Vol. I — No. 002 · Fourth Edition
NYC --:-- ANR --:-- BOM --:-- HKG --:-- GVA --:--
2026-07-12 · Gold & Metals
Carat^Capital
Carat Capital · The trade paper of the jewelry world · Read in 120+ countries
Gold & Metals Desk

The other podium: platinum's record January and silver's hundred-percent year

While the trade watched gold, platinum printed an all-time $2,923 and silver doubled. The white metals are no longer the cheap seats — and jewelry demand is reorganizing around that fact.

Gold's drama monopolized the headlines, but the sharper repricing happened one row down the periodic table. Platinum touched an all-time high of $2,923.70 in January before settling near $1,900 by early summer — still up more than sixty percent year on year. Silver crossed $70 an ounce in June, roughly doubling over twelve months. For a century the white metals were where value-conscious jewelry lived; that assumption just expired.

The irony is that platinum's jewelry renaissance was built on its discount. Global platinum jewelry demand rose seven percent in 2025 to 2,157 thousand ounces, the strongest year since 2018, driven overwhelmingly by China — up forty-four percent as wholesalers swapped gold inventory for the cheaper white metal. That trade made sense at $900 platinum against $3,000 gold. At $1,900 against $4,100, the spreadsheet is grayer, and the World Platinum Investment Council expects global jewelry demand to give back six percent in 2026, with China down fourteen after its extraordinary stocking year.

India tells the more durable story. Demand there reached 186 thousand ounces in 2025 — the fourth-highest on record even after a thirty-percent tariff-bruised decline — and North America and Europe grew five and six percent respectively. Through 2029 the council projects a market stabilizing around 2,137 thousand ounces: smaller than the China-boom peak, but spread across more geographies than at any point in the metal's jewelry history.

Silver is the wilder card. At $70-plus, the sterling that anchored every entry-level case in America has quietly become a margin problem, and the 'silver and alternatives' category at US independents grew just one percent in May while diamond tickets rose twenty-one. Watch the demi-fine segment: gold-plated silver and gold-filled constructions are absorbing customers priced out of karat gold from below and squeezed sterling from above.

The desk's view: the white-metal repricing removes the trade's traditional pressure valve. When gold got expensive, the case rotated to platinum or silver; now everything is expensive at once. The winners will be the houses that sell design, story and craft — the things that don't trade by the ounce.

More from the Gold & Metals desk — every morning, free.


• Task requirements
Write out all records as given; omit images.

(Collection entries)

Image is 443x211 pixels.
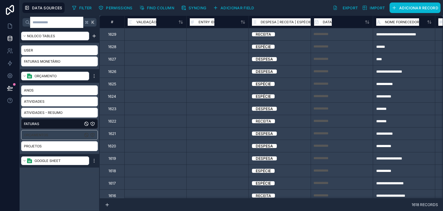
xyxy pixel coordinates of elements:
[256,94,271,98] div: Espécie
[256,157,273,161] div: Despesa
[108,44,116,49] div: 1628
[387,2,441,13] a: Adicionar record
[256,32,271,36] div: Receita
[108,94,116,99] div: 1624
[385,19,419,25] span: Nome Fornecedor
[370,6,385,10] span: Import
[256,119,271,123] div: Receita
[256,70,273,74] div: Despesa
[96,3,137,12] a: Permissions
[104,20,120,24] div: #
[179,3,211,12] a: Syncing
[256,82,271,86] div: Espécie
[343,6,358,10] span: Export
[256,132,273,136] div: Despesa
[147,6,174,10] span: Find column
[390,2,441,13] button: Adicionar record
[179,3,208,12] button: Syncing
[256,57,273,61] div: Despesa
[189,6,206,10] span: Syncing
[211,3,257,12] button: Adicionar field
[108,181,116,186] div: 1617
[256,107,273,111] div: Despesa
[136,19,156,25] span: Validação
[108,169,116,174] div: 1618
[70,3,94,12] button: Filter
[108,69,116,74] div: 1626
[108,57,116,62] div: 1627
[108,156,116,161] div: 1619
[199,19,214,25] span: Entry ID
[256,169,271,173] div: Espécie
[221,6,254,10] span: Adicionar field
[256,194,271,198] div: Receita
[323,19,332,25] span: Data
[256,45,271,49] div: Espécie
[108,194,116,199] div: 1616
[261,19,311,25] span: Despesa | Receita | Espécie
[108,82,116,87] div: 1625
[32,6,62,10] span: Data Sources
[256,144,273,148] div: Despesa
[108,144,116,149] div: 1620
[79,6,92,10] span: Filter
[256,181,271,186] div: Espécie
[106,6,132,10] span: Permissions
[412,203,438,207] span: 1618 records
[96,3,135,12] button: Permissions
[108,119,116,124] div: 1622
[399,6,438,10] span: Adicionar record
[108,131,116,136] div: 1621
[108,107,116,112] div: 1623
[331,2,360,13] button: Export
[22,2,65,13] button: Data Sources
[137,3,176,12] button: Find column
[108,32,116,37] div: 1629
[91,20,95,25] span: K
[360,2,387,13] button: Import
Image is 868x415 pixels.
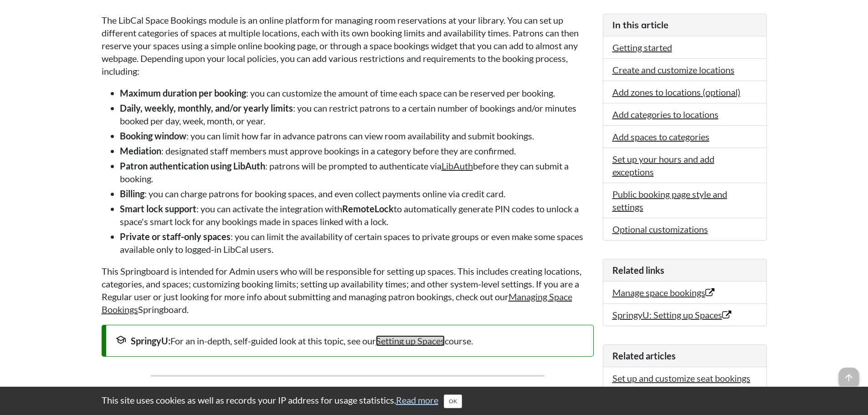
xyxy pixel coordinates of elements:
span: school [115,334,126,346]
li: : you can restrict patrons to a certain number of bookings and/or minutes booked per day, week, m... [120,102,594,127]
strong: RemoteLock [342,203,394,214]
strong: Maximum duration per booking [120,87,246,98]
a: SpringyU: Setting up Spaces [612,309,731,321]
span: arrow_upward [839,368,859,388]
strong: Private or staff-only spaces [120,231,230,242]
div: This site uses cookies as well as records your IP address for usage statistics. [92,394,776,408]
button: Close [444,395,462,408]
strong: Billing [120,189,144,199]
a: Read more [396,395,438,406]
strong: Daily, weekly, monthly, and/or yearly limits [120,102,293,113]
strong: Booking window [120,130,186,141]
li: : you can charge patrons for booking spaces, and even collect payments online via credit card. [120,187,594,200]
a: Optional customizations [612,224,708,235]
strong: Patron authentication using LibAuth [120,161,265,172]
a: arrow_upward [839,369,859,380]
strong: Smart lock support [120,203,197,214]
a: Add spaces to categories [612,132,709,142]
li: : you can activate the integration with to automatically generate PIN codes to unlock a space's s... [120,202,594,228]
a: Create and customize locations [612,64,735,75]
p: This Springboard is intended for Admin users who will be responsible for setting up spaces. This ... [102,265,594,316]
a: Public booking page style and settings [612,189,727,212]
a: Set up your hours and add exceptions [612,154,714,177]
a: LibAuth [441,161,473,172]
li: : you can customize the amount of time each space can be reserved per booking. [120,87,594,100]
a: Add zones to locations (optional) [612,87,740,98]
span: Related links [612,265,664,276]
li: : you can limit the availability of certain spaces to private groups or even make some spaces ava... [120,230,594,256]
strong: SpringyU: [131,336,170,347]
a: Setting up Spaces [376,336,445,347]
a: Add categories to locations [612,109,718,120]
a: Manage space bookings [612,287,714,298]
p: The LibCal Space Bookings module is an online platform for managing room reservations at your lib... [102,14,594,77]
a: Set up and customize seat bookings [612,373,750,384]
li: : designated staff members must approve bookings in a category before they are confirmed. [120,144,594,157]
a: Getting started [612,42,672,53]
span: Related articles [612,351,676,361]
div: For an in-depth, self-guided look at this topic, see our course. [115,334,584,347]
li: : you can limit how far in advance patrons can view room availability and submit bookings. [120,130,594,142]
li: : patrons will be prompted to authenticate via before they can submit a booking. [120,159,594,185]
strong: Mediation [120,145,161,157]
h3: In this article [612,19,757,31]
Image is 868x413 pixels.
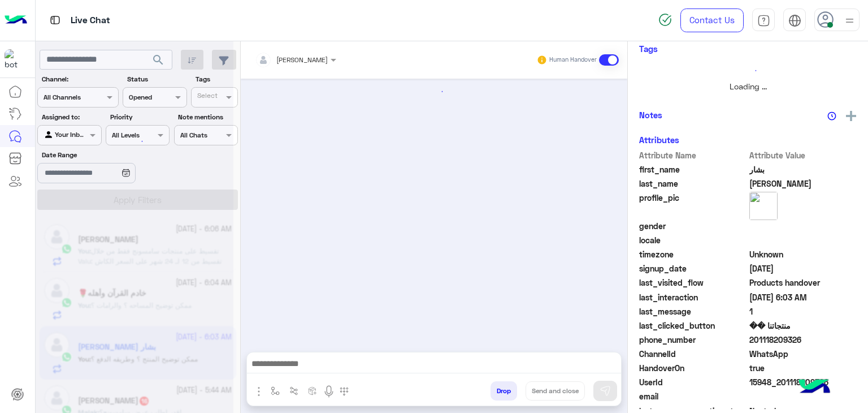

• Output for this task
Image is 443x211 pixels.
xyxy pixel coordinates of elements:
[256,94,271,98] div: Espécie
[256,157,273,161] div: Despesa
[108,44,116,49] div: 1628
[387,2,441,13] a: Adicionar record
[256,32,271,36] div: Receita
[108,94,116,99] div: 1624
[385,19,419,25] span: Nome Fornecedor
[370,6,385,10] span: Import
[256,119,271,123] div: Receita
[256,70,273,74] div: Despesa
[96,3,137,12] a: Permissions
[104,20,120,24] div: #
[179,3,211,12] a: Syncing
[256,82,271,86] div: Espécie
[343,6,358,10] span: Export
[256,132,273,136] div: Despesa
[147,6,174,10] span: Find column
[390,2,441,13] button: Adicionar record
[179,3,208,12] button: Syncing
[256,57,273,61] div: Despesa
[189,6,206,10] span: Syncing
[211,3,257,12] button: Adicionar field
[108,181,116,186] div: 1617
[256,107,273,111] div: Despesa
[136,19,156,25] span: Validação
[108,169,116,174] div: 1618
[70,3,94,12] button: Filter
[108,69,116,74] div: 1626
[108,57,116,62] div: 1627
[108,156,116,161] div: 1619
[199,19,214,25] span: Entry ID
[256,169,271,173] div: Espécie
[221,6,254,10] span: Adicionar field
[256,194,271,198] div: Receita
[323,19,332,25] span: Data
[256,45,271,49] div: Espécie
[108,194,116,199] div: 1616
[261,19,311,25] span: Despesa | Receita | Espécie
[108,82,116,87] div: 1625
[32,6,62,10] span: Data Sources
[256,144,273,148] div: Despesa
[108,144,116,149] div: 1620
[79,6,92,10] span: Filter
[256,181,271,186] div: Espécie
[106,6,132,10] span: Permissions
[412,203,438,207] span: 1618 records
[96,3,135,12] button: Permissions
[108,119,116,124] div: 1622
[399,6,438,10] span: Adicionar record
[108,131,116,136] div: 1621
[108,107,116,112] div: 1623
[331,2,360,13] button: Export
[22,2,65,13] button: Data Sources
[137,3,176,12] button: Find column
[108,32,116,37] div: 1629
[91,20,95,25] span: K
[360,2,387,13] button: Import
Image is 868x415 pixels.
xyxy pixel coordinates of elements:
span: school [115,334,126,346]
li: : you can restrict patrons to a certain number of bookings and/or minutes booked per day, week, m... [120,102,594,127]
strong: RemoteLock [342,203,394,214]
strong: Maximum duration per booking [120,87,246,98]
a: SpringyU: Setting up Spaces [612,309,731,321]
span: arrow_upward [839,368,859,388]
strong: Private or staff-only spaces [120,231,230,242]
div: This site uses cookies as well as records your IP address for usage statistics. [92,394,776,408]
button: Close [444,395,462,408]
strong: Billing [120,189,144,199]
a: Read more [396,395,438,406]
strong: Daily, weekly, monthly, and/or yearly limits [120,102,293,113]
strong: Booking window [120,130,186,141]
li: : you can charge patrons for booking spaces, and even collect payments online via credit card. [120,187,594,200]
a: Optional customizations [612,224,708,235]
strong: Patron authentication using LibAuth [120,161,265,172]
a: arrow_upward [839,369,859,380]
strong: Smart lock support [120,203,197,214]
a: Add spaces to categories [612,132,709,142]
li: : you can activate the integration with to automatically generate PIN codes to unlock a space's s... [120,202,594,228]
a: Create and customize locations [612,64,735,75]
p: This Springboard is intended for Admin users who will be responsible for setting up spaces. This ... [102,265,594,316]
a: Public booking page style and settings [612,189,727,212]
a: Set up your hours and add exceptions [612,154,714,177]
a: LibAuth [441,161,473,172]
li: : you can customize the amount of time each space can be reserved per booking. [120,87,594,100]
a: Add zones to locations (optional) [612,87,740,98]
span: Related links [612,265,664,276]
li: : you can limit the availability of certain spaces to private groups or even make some spaces ava... [120,230,594,256]
strong: SpringyU: [131,336,170,347]
a: Setting up Spaces [376,336,445,347]
a: Add categories to locations [612,109,718,120]
a: Manage space bookings [612,287,714,298]
p: The LibCal Space Bookings module is an online platform for managing room reservations at your lib... [102,14,594,77]
a: Set up and customize seat bookings [612,373,750,384]
li: : designated staff members must approve bookings in a category before they are confirmed. [120,144,594,157]
a: Getting started [612,42,672,53]
span: Related articles [612,351,676,361]
div: For an in-depth, self-guided look at this topic, see our course. [115,334,584,347]
li: : you can limit how far in advance patrons can view room availability and submit bookings. [120,130,594,142]
li: : patrons will be prompted to authenticate via before they can submit a booking. [120,159,594,185]
strong: Mediation [120,145,161,157]
h3: In this article [612,19,757,31]
Image is 868x413 pixels.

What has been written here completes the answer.